Matt Harmon

31 Chapter two Introduction An altered core body temperature is a hallmark of sepsis. Although fever is most commonly associated with sepsis, hypothermia occurs spontaneously in 10–35% of septic patients at the time of admission 1 and in an additional 30% of the patients during the intensive care unit (ICU) stay. 2 Development of hypothermia is associated with a twofold increase in mortality compared to patients presenting with fever. 1 This association has led to the hypothesis that hypothermia is a dysregulated, detrimental phenomenon in sepsis.
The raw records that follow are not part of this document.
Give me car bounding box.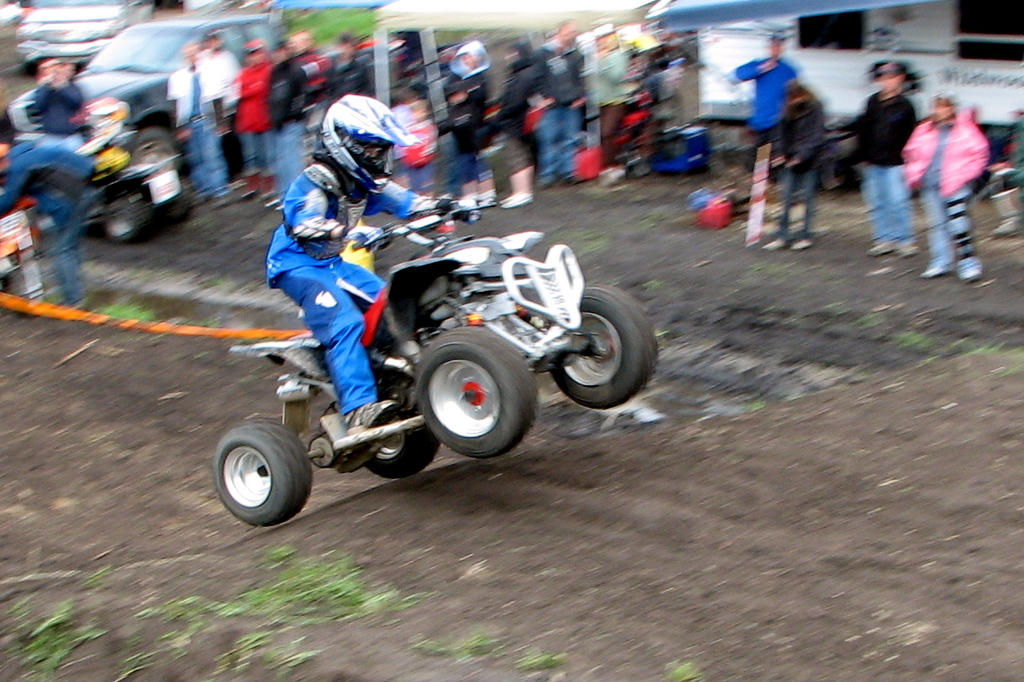
x1=11, y1=3, x2=292, y2=166.
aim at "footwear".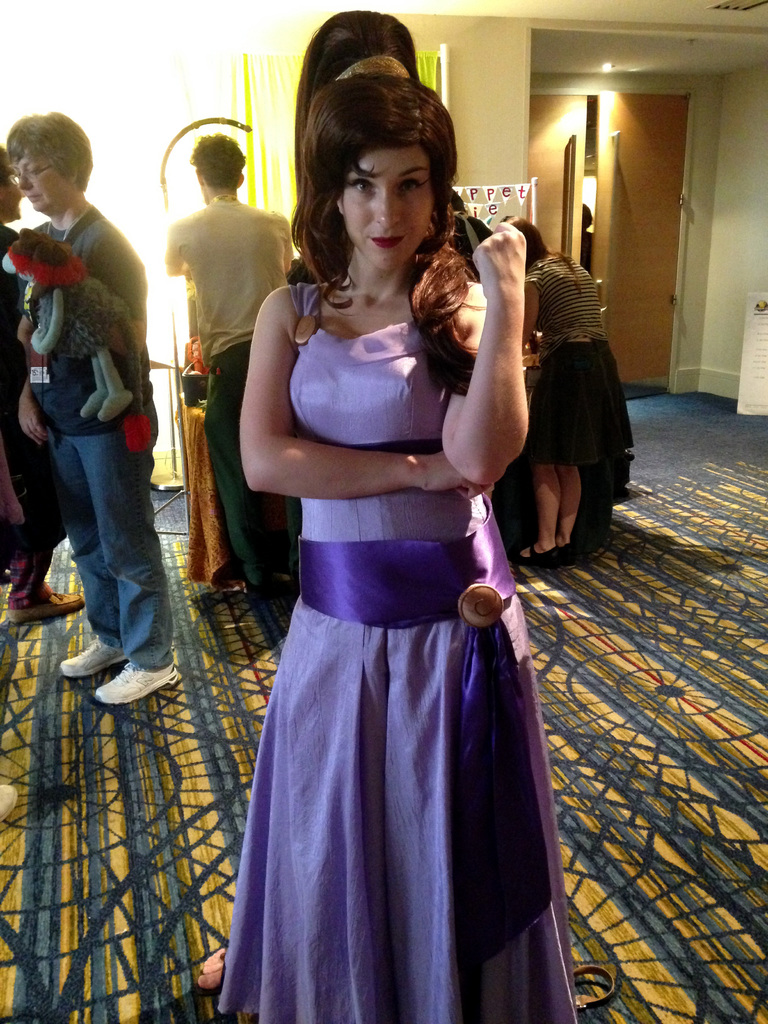
Aimed at 12:584:85:629.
However, there is an increasing understanding that the association between hypothermia and adverse outcome does not imply that hypothermia directly effects outcome, but that this association may be the result of increased illness severity in patients with hypothermia compared to nonhypothermic patients. 3 The notion that septic hypothermia reflects dysfunction has also been challenged by the finding that hypothermia in septic patients not subjected to active rewarming is a transient, self-limiting response that becomes rare when organ dysfunction is at a maximum in the hours preceding death. 2 The same finding also raises the question as to whether it is necessary to actively rewarm those septic patients who develop hypothermia. It is currently unknown how these scientific lines of evidence relate to the perceptions of health care professionals regarding septic hypothermia, as is unknown how such perceptions drive clinical conduct concerning the use of active rewarming in these cases. We conducted an online survey on septic hypothermia to address these questions. Using this survey, we aimed to characterize differences in definition and rewarming practices of spontaneous hypothermia during sepsis and determine to what extent these practices are protocolized. Second, we aimed to assess current opinion on the effect of spontaneous hypothermia and rewarming patients with spontaneous hypothermia during sepsis. We hypothesized that rewarming practices and opinions regarding spontaneous hypothermia would be highly variable. Methods Survey A survey containing questions about opinions and management of hypothermic sepsis was developed for this study (Supplementary Data S1). The survey was tested several times for unambiguous interpretation of questions by distributing the survey among intensivists in the ICU of the Academic Medical Center in Amsterdam and was revised according to specific comments of respondents.